I sometimes hold it half a sin
To put in words the grief I feel;
For words, like Nature, half reveal
And half conceal the Soul within.
Run-on stanzas are very frequent; especially remarkable is the periodic movement of the four stanzas of LXXXVI, leading up to the last line—
A hundred spirits whisper 'Peace.'
"By the rhyme-scheme of the quatrain," says Corson, "the terminal rhyme-emphasis of the stanza is reduced, the second and third verses being the most closely braced by the rhyme. The stanza is thus admirably adapted to the sweet continuity of flow, free from abrupt checks, demanded by the spiritualized sorrow which it bears along. Alternate rhyme would have wrought an entire change in the tone of the poem. To be assured of this, one should read, aloud, of course, all the stanzas whose first and second, or third and fourth, verses admit of being transposed without affecting the sense. By such transposition, the rhymes are made alternate, and the concluding rhymes more emphatic. There are as many as ninety-one such stanzas.... The poem could not have laid hold of so many hearts as it has, had the rhymes been alternate, even if the thought-element had been the same."[54] Examples for this experiment are:
To-night the winds begin to rise
And roar from yonder dropping day:
The last read leaf is rolled away,
The rooks are blown about the skies. XV, 1.
I hold it true, whate'er befall;
I feel it when I sorrow most;
'Tis better to have loved and lost
Than never to have loved at all. XXVII, 4.
Compare the slightly different effect of the same stanza printed as two lines, in Wilde's The Sphinx:
The river-horses in the slime trumpeted when they saw him come
Odorous with Syrian galbanum and smeared with spikenard and with thyme.
He came along the river bank like some tall galley argent-sailed,
He strode across the waters, mailed in beauty, and the waters sank.
The name 'elegiac stanza' for the abab5 quatrain comes apparently from its appropriate use by Gray in the Elegy Written in a Country Churchyard, but it is not altogether fitting; for it is simply the quatrain movement of the English sonnet, where no lament is intended, and it was employed effectively by Dryden in his Annus Mirabilis, and has been often employed since, without elegiac feeling. For examples see the stanza from Gray, page 55, and the sonnets on pages 129 f. An especially interesting modification is that of Tennyson's Palace of Art, a5b4a5b3.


» **Goal of the exercise**: Transcribe the data as written, minus images.

(Saved data entries)
··········
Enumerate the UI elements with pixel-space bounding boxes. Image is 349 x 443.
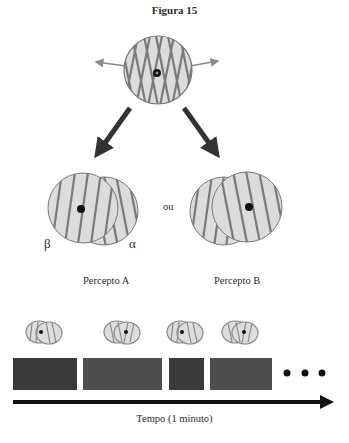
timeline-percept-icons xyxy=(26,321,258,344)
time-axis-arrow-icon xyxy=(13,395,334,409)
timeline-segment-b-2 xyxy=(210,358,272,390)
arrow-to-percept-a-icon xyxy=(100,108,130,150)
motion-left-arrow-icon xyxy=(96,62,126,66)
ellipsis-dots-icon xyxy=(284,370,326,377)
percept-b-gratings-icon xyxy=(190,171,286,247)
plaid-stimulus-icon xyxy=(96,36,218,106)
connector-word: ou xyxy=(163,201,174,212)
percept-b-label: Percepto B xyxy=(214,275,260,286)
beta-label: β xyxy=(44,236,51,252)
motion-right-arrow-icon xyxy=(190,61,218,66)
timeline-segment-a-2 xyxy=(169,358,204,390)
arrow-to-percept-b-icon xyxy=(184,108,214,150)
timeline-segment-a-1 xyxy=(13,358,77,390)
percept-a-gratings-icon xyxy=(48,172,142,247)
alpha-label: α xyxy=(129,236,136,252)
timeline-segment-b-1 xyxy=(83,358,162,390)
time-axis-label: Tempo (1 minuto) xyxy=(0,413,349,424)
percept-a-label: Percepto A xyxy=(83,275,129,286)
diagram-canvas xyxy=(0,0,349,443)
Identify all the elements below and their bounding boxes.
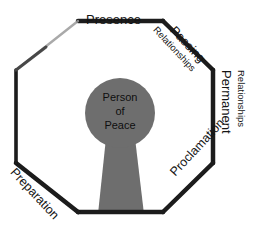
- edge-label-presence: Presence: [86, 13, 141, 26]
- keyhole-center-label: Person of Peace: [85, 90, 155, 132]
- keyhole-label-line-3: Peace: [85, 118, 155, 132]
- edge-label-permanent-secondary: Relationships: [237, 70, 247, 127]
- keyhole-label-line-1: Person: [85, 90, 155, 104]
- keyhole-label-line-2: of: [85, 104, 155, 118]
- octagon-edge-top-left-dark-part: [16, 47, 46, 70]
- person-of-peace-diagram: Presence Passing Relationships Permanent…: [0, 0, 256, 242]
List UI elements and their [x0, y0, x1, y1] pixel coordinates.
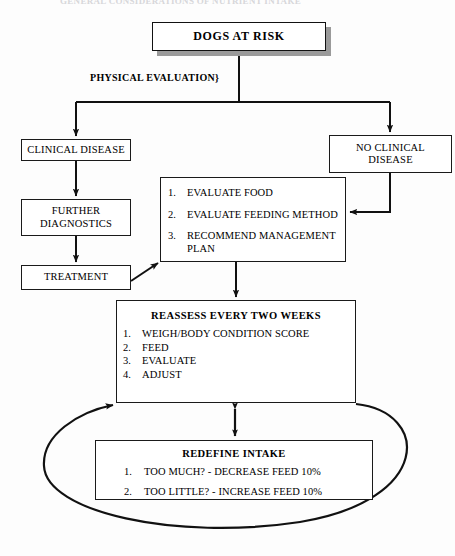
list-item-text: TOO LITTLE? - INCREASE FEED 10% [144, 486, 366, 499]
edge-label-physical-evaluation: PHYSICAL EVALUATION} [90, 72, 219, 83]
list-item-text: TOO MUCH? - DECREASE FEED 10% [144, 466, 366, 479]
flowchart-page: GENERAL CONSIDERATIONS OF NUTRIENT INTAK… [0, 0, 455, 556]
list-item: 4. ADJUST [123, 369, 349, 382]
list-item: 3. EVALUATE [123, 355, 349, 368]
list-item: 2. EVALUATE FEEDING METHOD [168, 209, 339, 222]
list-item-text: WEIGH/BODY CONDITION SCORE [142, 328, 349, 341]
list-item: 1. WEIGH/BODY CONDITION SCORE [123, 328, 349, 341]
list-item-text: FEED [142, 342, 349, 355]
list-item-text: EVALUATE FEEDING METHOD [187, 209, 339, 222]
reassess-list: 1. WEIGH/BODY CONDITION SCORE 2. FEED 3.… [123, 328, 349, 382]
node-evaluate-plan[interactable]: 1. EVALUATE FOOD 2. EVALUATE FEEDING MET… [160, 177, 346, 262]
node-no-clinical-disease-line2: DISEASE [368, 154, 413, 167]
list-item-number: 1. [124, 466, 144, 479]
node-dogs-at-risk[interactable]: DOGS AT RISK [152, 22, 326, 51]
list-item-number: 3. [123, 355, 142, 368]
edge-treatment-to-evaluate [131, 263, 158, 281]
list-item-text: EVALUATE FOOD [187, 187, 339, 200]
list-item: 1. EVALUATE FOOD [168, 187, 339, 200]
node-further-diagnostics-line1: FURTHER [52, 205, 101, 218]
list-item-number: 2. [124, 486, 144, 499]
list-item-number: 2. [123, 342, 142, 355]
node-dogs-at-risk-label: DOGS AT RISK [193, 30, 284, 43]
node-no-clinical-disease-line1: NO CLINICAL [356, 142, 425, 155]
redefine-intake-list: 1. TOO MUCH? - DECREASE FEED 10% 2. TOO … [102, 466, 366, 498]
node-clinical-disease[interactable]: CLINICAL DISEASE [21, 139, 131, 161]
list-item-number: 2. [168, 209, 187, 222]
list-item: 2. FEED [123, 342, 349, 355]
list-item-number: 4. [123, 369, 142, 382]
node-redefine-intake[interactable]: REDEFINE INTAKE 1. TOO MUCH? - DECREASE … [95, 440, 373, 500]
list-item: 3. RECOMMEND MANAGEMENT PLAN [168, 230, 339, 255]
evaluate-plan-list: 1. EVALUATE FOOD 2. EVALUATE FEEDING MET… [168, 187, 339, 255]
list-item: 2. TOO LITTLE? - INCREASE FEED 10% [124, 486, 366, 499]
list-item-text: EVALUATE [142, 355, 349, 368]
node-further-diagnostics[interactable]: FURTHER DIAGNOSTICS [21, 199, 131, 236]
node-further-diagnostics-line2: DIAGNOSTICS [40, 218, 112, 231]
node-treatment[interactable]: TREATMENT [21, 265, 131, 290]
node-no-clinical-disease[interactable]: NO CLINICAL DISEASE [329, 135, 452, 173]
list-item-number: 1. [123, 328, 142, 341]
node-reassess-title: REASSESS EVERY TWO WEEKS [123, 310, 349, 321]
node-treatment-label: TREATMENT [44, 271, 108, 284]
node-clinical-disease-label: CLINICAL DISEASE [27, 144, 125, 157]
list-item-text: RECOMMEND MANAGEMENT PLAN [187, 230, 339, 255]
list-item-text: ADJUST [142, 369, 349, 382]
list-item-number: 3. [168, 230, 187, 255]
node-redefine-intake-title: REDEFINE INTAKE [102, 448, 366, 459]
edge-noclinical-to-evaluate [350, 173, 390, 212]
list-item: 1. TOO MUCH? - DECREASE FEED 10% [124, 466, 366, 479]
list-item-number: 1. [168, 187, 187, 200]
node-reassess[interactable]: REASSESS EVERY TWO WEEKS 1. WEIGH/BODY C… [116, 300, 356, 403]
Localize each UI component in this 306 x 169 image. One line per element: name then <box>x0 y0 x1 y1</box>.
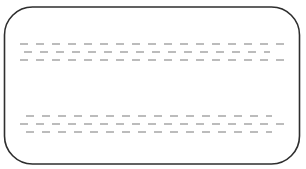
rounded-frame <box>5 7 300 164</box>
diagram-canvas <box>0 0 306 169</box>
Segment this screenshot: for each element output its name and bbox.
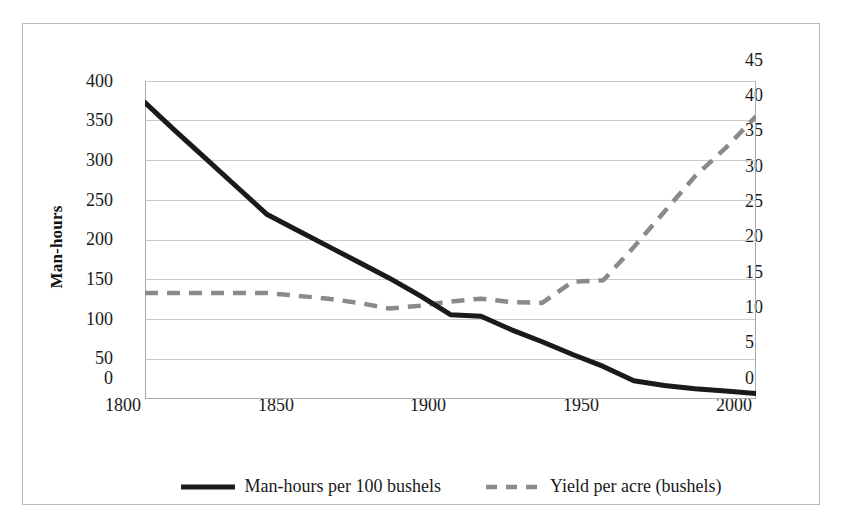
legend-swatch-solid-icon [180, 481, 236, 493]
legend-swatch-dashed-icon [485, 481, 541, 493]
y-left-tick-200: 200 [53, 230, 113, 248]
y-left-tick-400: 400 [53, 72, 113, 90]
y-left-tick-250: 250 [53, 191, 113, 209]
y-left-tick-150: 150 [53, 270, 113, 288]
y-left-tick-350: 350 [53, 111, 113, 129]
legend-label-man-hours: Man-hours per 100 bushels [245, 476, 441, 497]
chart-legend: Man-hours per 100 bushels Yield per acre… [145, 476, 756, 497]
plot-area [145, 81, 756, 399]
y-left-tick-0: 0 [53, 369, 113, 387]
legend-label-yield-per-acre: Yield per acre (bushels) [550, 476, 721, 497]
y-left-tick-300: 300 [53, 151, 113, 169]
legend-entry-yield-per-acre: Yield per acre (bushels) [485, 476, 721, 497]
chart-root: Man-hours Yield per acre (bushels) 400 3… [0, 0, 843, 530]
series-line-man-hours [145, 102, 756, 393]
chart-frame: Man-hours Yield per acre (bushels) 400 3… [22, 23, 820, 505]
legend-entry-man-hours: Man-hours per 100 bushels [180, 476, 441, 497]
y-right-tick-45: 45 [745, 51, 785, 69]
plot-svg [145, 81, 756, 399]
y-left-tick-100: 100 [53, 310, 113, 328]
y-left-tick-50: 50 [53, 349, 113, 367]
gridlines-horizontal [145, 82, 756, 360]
··········
» **Answer to the problem**:
Enumerate the UI elements with pixel-space bounding boxes. Image is 349 x 443.
timeline-percept-icons xyxy=(26,321,258,344)
time-axis-arrow-icon xyxy=(13,395,334,409)
timeline-segment-b-2 xyxy=(210,358,272,390)
arrow-to-percept-a-icon xyxy=(100,108,130,150)
motion-left-arrow-icon xyxy=(96,62,126,66)
ellipsis-dots-icon xyxy=(284,370,326,377)
percept-b-gratings-icon xyxy=(190,171,286,247)
plaid-stimulus-icon xyxy=(96,36,218,106)
connector-word: ou xyxy=(163,201,174,212)
percept-b-label: Percepto B xyxy=(214,275,260,286)
beta-label: β xyxy=(44,236,51,252)
motion-right-arrow-icon xyxy=(190,61,218,66)
timeline-segment-a-2 xyxy=(169,358,204,390)
arrow-to-percept-b-icon xyxy=(184,108,214,150)
timeline-segment-a-1 xyxy=(13,358,77,390)
percept-a-gratings-icon xyxy=(48,172,142,247)
alpha-label: α xyxy=(129,236,136,252)
timeline-segment-b-1 xyxy=(83,358,162,390)
time-axis-label: Tempo (1 minuto) xyxy=(0,413,349,424)
percept-a-label: Percepto A xyxy=(83,275,129,286)
diagram-canvas xyxy=(0,0,349,443)
Identify all the elements below and their bounding boxes.
- edge-label-presence: Presence: [86, 13, 141, 26]
- keyhole-center-label: Person of Peace: [85, 90, 155, 132]
- keyhole-label-line-3: Peace: [85, 118, 155, 132]
- edge-label-permanent-secondary: Relationships: [237, 70, 247, 127]
- keyhole-label-line-1: Person: [85, 90, 155, 104]
- keyhole-label-line-2: of: [85, 104, 155, 118]
- octagon-edge-top-left-dark-part: [16, 47, 46, 70]
- person-of-peace-diagram: Presence Passing Relationships Permanent…: [0, 0, 256, 242]
List UI elements and their [x0, y0, x1, y1] pixel coordinates.
list-item-text: TOO LITTLE? - INCREASE FEED 10% [144, 486, 366, 499]
edge-label-physical-evaluation: PHYSICAL EVALUATION} [90, 72, 219, 83]
list-item-text: TOO MUCH? - DECREASE FEED 10% [144, 466, 366, 479]
flowchart-page: GENERAL CONSIDERATIONS OF NUTRIENT INTAK… [0, 0, 455, 556]
list-item: 4. ADJUST [123, 369, 349, 382]
list-item: 3. EVALUATE [123, 355, 349, 368]
list-item: 2. EVALUATE FEEDING METHOD [168, 209, 339, 222]
list-item-text: WEIGH/BODY CONDITION SCORE [142, 328, 349, 341]
list-item: 1. WEIGH/BODY CONDITION SCORE [123, 328, 349, 341]
list-item-text: FEED [142, 342, 349, 355]
list-item-text: EVALUATE FEEDING METHOD [187, 209, 339, 222]
reassess-list: 1. WEIGH/BODY CONDITION SCORE 2. FEED 3.… [123, 328, 349, 382]
node-evaluate-plan[interactable]: 1. EVALUATE FOOD 2. EVALUATE FEEDING MET… [160, 177, 346, 262]
node-no-clinical-disease-line2: DISEASE [368, 154, 413, 167]
list-item-number: 1. [124, 466, 144, 479]
node-dogs-at-risk[interactable]: DOGS AT RISK [152, 22, 326, 51]
list-item-number: 3. [123, 355, 142, 368]
edge-treatment-to-evaluate [131, 263, 158, 281]
list-item-text: EVALUATE FOOD [187, 187, 339, 200]
list-item: 1. EVALUATE FOOD [168, 187, 339, 200]
node-further-diagnostics-line1: FURTHER [52, 205, 101, 218]
list-item-number: 2. [124, 486, 144, 499]
list-item-number: 2. [123, 342, 142, 355]
node-dogs-at-risk-label: DOGS AT RISK [193, 30, 284, 43]
node-no-clinical-disease-line1: NO CLINICAL [356, 142, 425, 155]
redefine-intake-list: 1. TOO MUCH? - DECREASE FEED 10% 2. TOO … [102, 466, 366, 498]
node-clinical-disease[interactable]: CLINICAL DISEASE [21, 139, 131, 161]
list-item-number: 2. [168, 209, 187, 222]
list-item: 2. FEED [123, 342, 349, 355]
list-item-number: 4. [123, 369, 142, 382]
node-redefine-intake[interactable]: REDEFINE INTAKE 1. TOO MUCH? - DECREASE … [95, 440, 373, 500]
list-item: 3. RECOMMEND MANAGEMENT PLAN [168, 230, 339, 255]
evaluate-plan-list: 1. EVALUATE FOOD 2. EVALUATE FEEDING MET… [168, 187, 339, 255]
list-item: 2. TOO LITTLE? - INCREASE FEED 10% [124, 486, 366, 499]
list-item-text: EVALUATE [142, 355, 349, 368]
node-further-diagnostics[interactable]: FURTHER DIAGNOSTICS [21, 199, 131, 236]
node-further-diagnostics-line2: DIAGNOSTICS [40, 218, 112, 231]
node-treatment[interactable]: TREATMENT [21, 265, 131, 290]
node-no-clinical-disease[interactable]: NO CLINICAL DISEASE [329, 135, 452, 173]
list-item-number: 1. [123, 328, 142, 341]
node-reassess-title: REASSESS EVERY TWO WEEKS [123, 310, 349, 321]
node-treatment-label: TREATMENT [44, 271, 108, 284]
node-clinical-disease-label: CLINICAL DISEASE [27, 144, 125, 157]
list-item-text: RECOMMEND MANAGEMENT PLAN [187, 230, 339, 255]
list-item-text: ADJUST [142, 369, 349, 382]
list-item-number: 3. [168, 230, 187, 255]
node-redefine-intake-title: REDEFINE INTAKE [102, 448, 366, 459]
edge-noclinical-to-evaluate [350, 173, 390, 212]
list-item: 1. TOO MUCH? - DECREASE FEED 10% [124, 466, 366, 479]
list-item-number: 1. [168, 187, 187, 200]
node-reassess[interactable]: REASSESS EVERY TWO WEEKS 1. WEIGH/BODY C… [116, 300, 356, 403]
Localize each UI component in this 306 x 169 image. One line per element: name then <box>x0 y0 x1 y1</box>.
rounded-frame <box>5 7 300 164</box>
diagram-canvas <box>0 0 306 169</box>
Segment this screenshot: for each element output its name and bbox.
legend-swatch-solid-icon [180, 481, 236, 493]
legend-swatch-dashed-icon [485, 481, 541, 493]
y-left-tick-200: 200 [53, 230, 113, 248]
y-left-tick-400: 400 [53, 72, 113, 90]
y-left-tick-250: 250 [53, 191, 113, 209]
y-left-tick-150: 150 [53, 270, 113, 288]
y-left-tick-350: 350 [53, 111, 113, 129]
legend-label-man-hours: Man-hours per 100 bushels [245, 476, 441, 497]
chart-legend: Man-hours per 100 bushels Yield per acre… [145, 476, 756, 497]
plot-area [145, 81, 756, 399]
y-left-tick-0: 0 [53, 369, 113, 387]
legend-label-yield-per-acre: Yield per acre (bushels) [550, 476, 721, 497]
y-left-tick-300: 300 [53, 151, 113, 169]
legend-entry-yield-per-acre: Yield per acre (bushels) [485, 476, 721, 497]
chart-root: Man-hours Yield per acre (bushels) 400 3… [0, 0, 843, 530]
series-line-man-hours [145, 102, 756, 393]
chart-frame: Man-hours Yield per acre (bushels) 400 3… [22, 23, 820, 505]
legend-entry-man-hours: Man-hours per 100 bushels [180, 476, 441, 497]
y-right-tick-45: 45 [745, 51, 785, 69]
plot-svg [145, 81, 756, 399]
y-left-tick-100: 100 [53, 310, 113, 328]
y-left-tick-50: 50 [53, 349, 113, 367]
gridlines-horizontal [145, 82, 756, 360]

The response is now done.